In a teaching setting, the same situation is never replicated. Teachers make judgements, and draw ‘lessons’ from each teaching episode – their own and that of others – in order to re-engage in the action research cycle, an engagement that encompassed collective action and renewal. The lessons that they draw from can be seen as the ‘stories’ which they tell about their understanding of their own teaching (Jalongo et al, 1995; Connelly & Clandinan, 1986, 1990, Elbaz, 1991). It is from the ‘stories’ which they construct that teachers will build new actions and understandings.
Reflective storying, however, is not a purely individual activity unconnected to any educational, social or political project. Reflection in action research is ‘critical’ in that it centres on not only the everyday things of teaching and learning but on the social, political and institutional contexts in which such activities occur. ‘Critical’ reflection in action research means extending the understanding of a teacher’s own experiences in the classroom to its connection to broader relations of power in education and society more generally. It also calls for shared reflection with others, as dialogue with action research colleagues provides a means of testing reasons for educational actions and for making interpretive judgements and evaluations about the consequences of those actions.
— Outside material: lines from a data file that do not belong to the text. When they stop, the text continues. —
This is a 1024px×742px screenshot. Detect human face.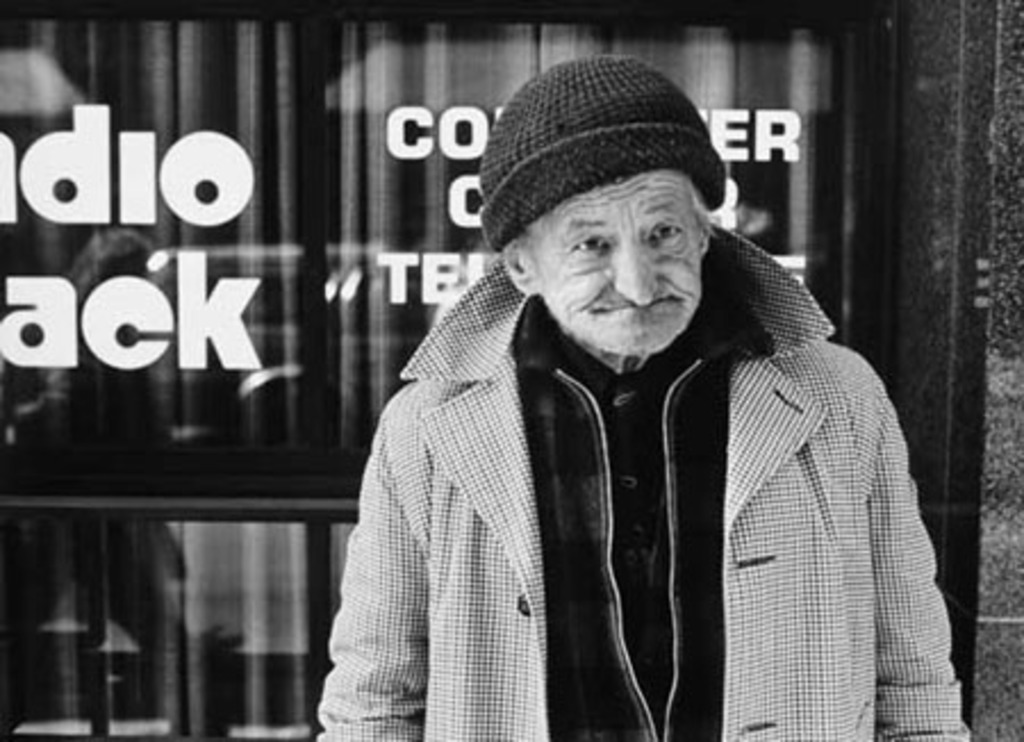
526:168:699:353.
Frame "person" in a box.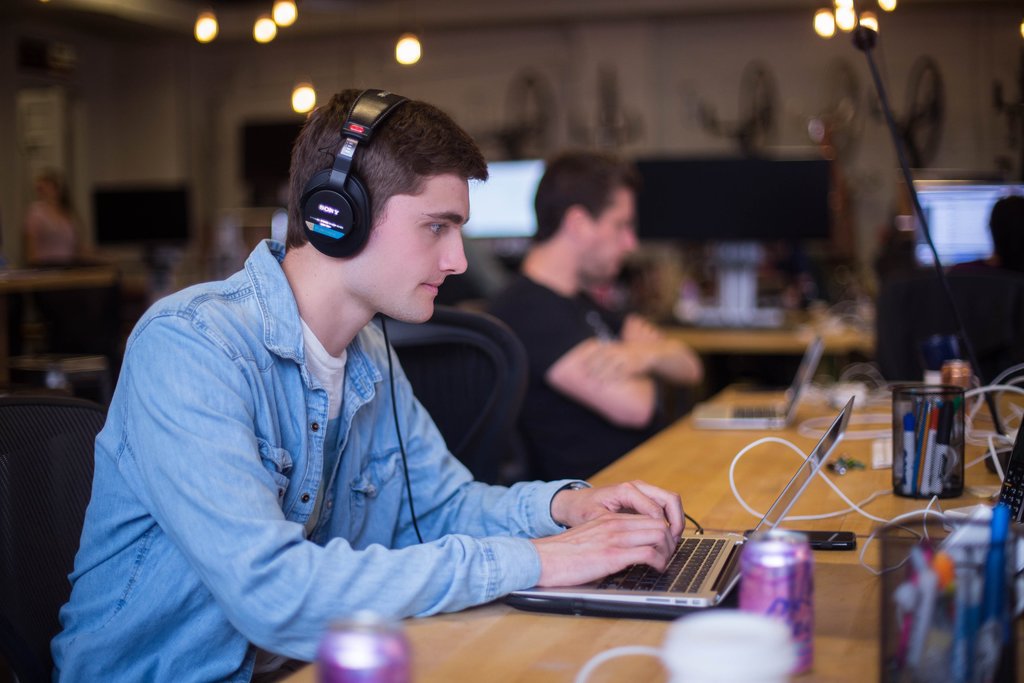
x1=936, y1=200, x2=1023, y2=386.
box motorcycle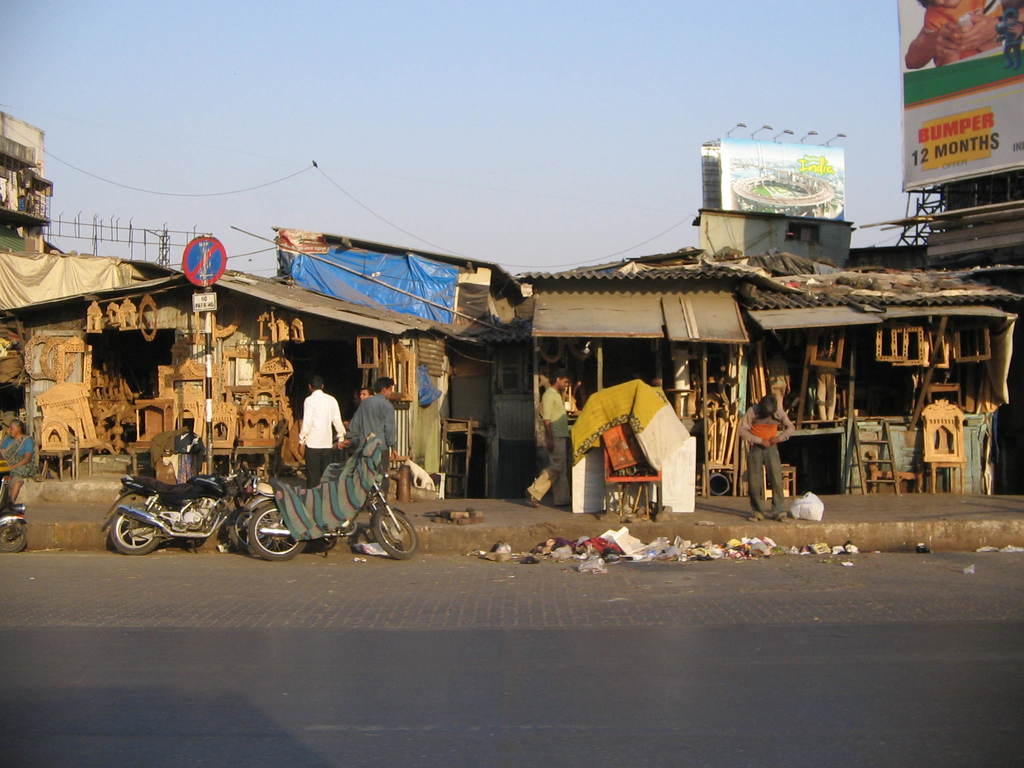
rect(230, 433, 422, 565)
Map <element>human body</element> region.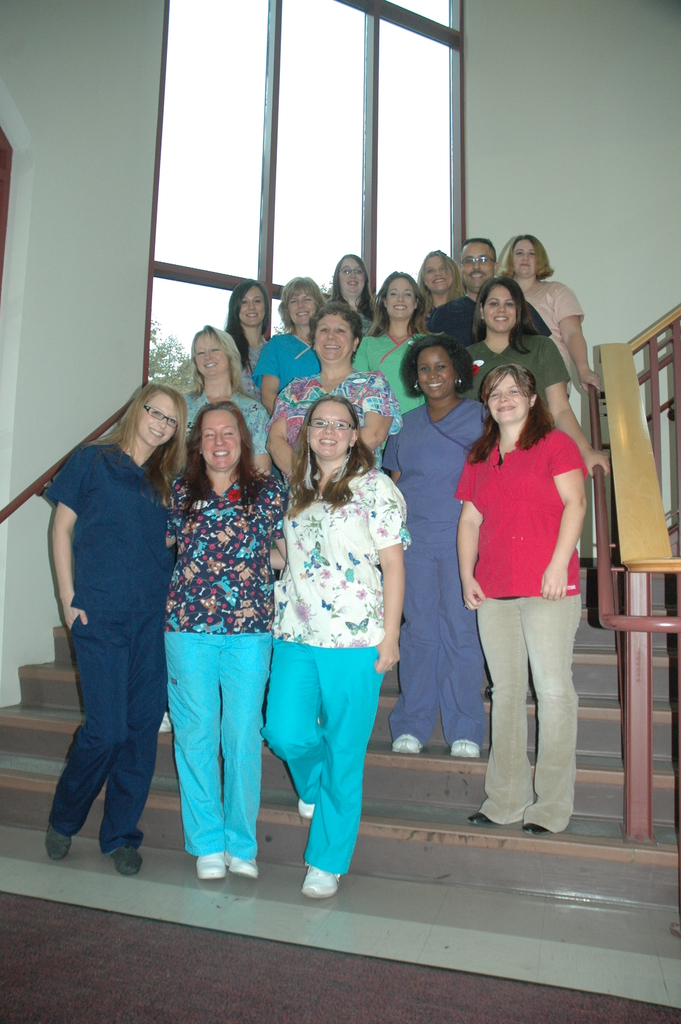
Mapped to <box>264,390,416,888</box>.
We have chosen to focus on lecturers’ final reflections on their involvement with the Project, the following being representative of the sentiments expressed.
Humanities lecturer – TULIP strategies have caused me to assess what has worked (or not worked) for me and to try to make my lectures more participatory and less didactic. I have learned why some of my strategies haven't always worked and am eager to get back out there and try some new strategies.
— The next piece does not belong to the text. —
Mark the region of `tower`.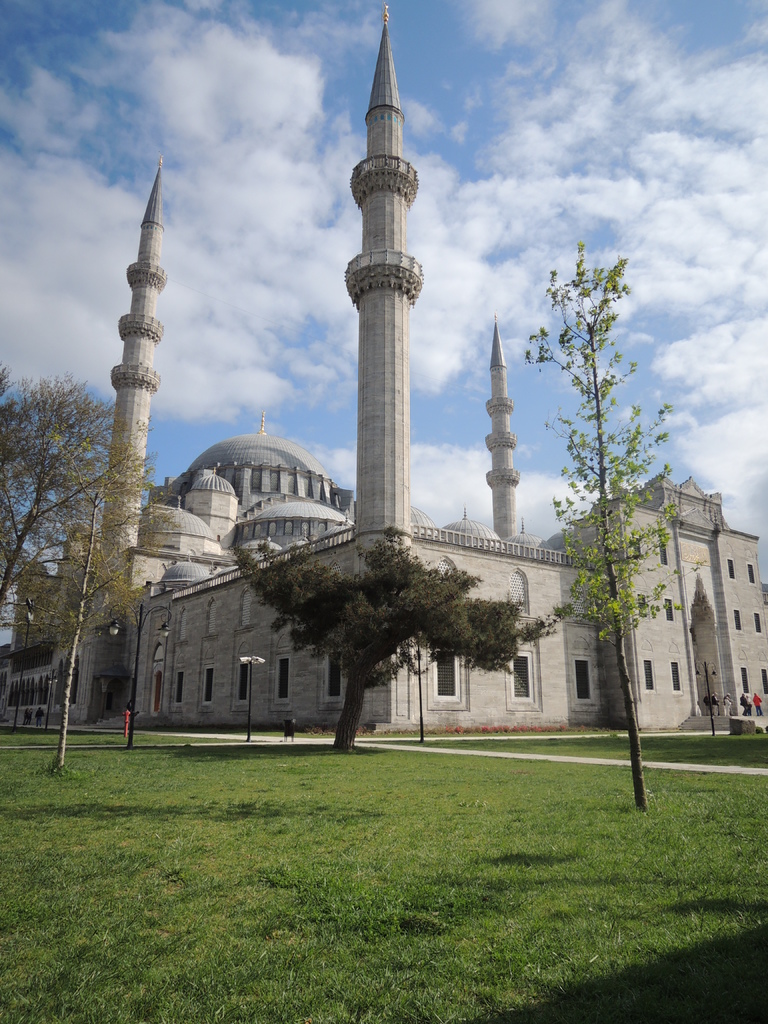
Region: 342:0:423:721.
The following reflections, however, indicate the different ways in which the overall culture of the institution can inhibit or constrain teachers from initiating change in their teaching practices.
Science lecturer – I suspect that focusing on communication skills in science is almost unheard of – at least in some students’ minds. I suspect that if communication and literacy issues were pushed in other science units, those units might get a reputation for being difficult, and students might avoid enrolling in them, leaving us possibly with a dangerously decreased teaching load.
Nursing lecturer – One of the great strengths for me was talking to others about my teaching. And it’s suddenly made teaching more exciting. No-one wants to know about my teaching knowledge. They’re interested in all sorts of other aspects, like what’s your research. Nobody says, ‘how’s your teaching?’ They couldn’t give a damn. All of a sudden I was with a group that ‘gave a damn’. That was really good, and I’ve had lots of ideas so got energised by others, and I’ve heard basically the problems I experienced were the same. The other thing that I enjoyed was it made me get back and experiment a bit. I’d fallen into a rut. I had the formula there, it worked, and I didn’t move out of the formula. And all of a sudden I had to, and that was great. I discovered I could do things quite differently.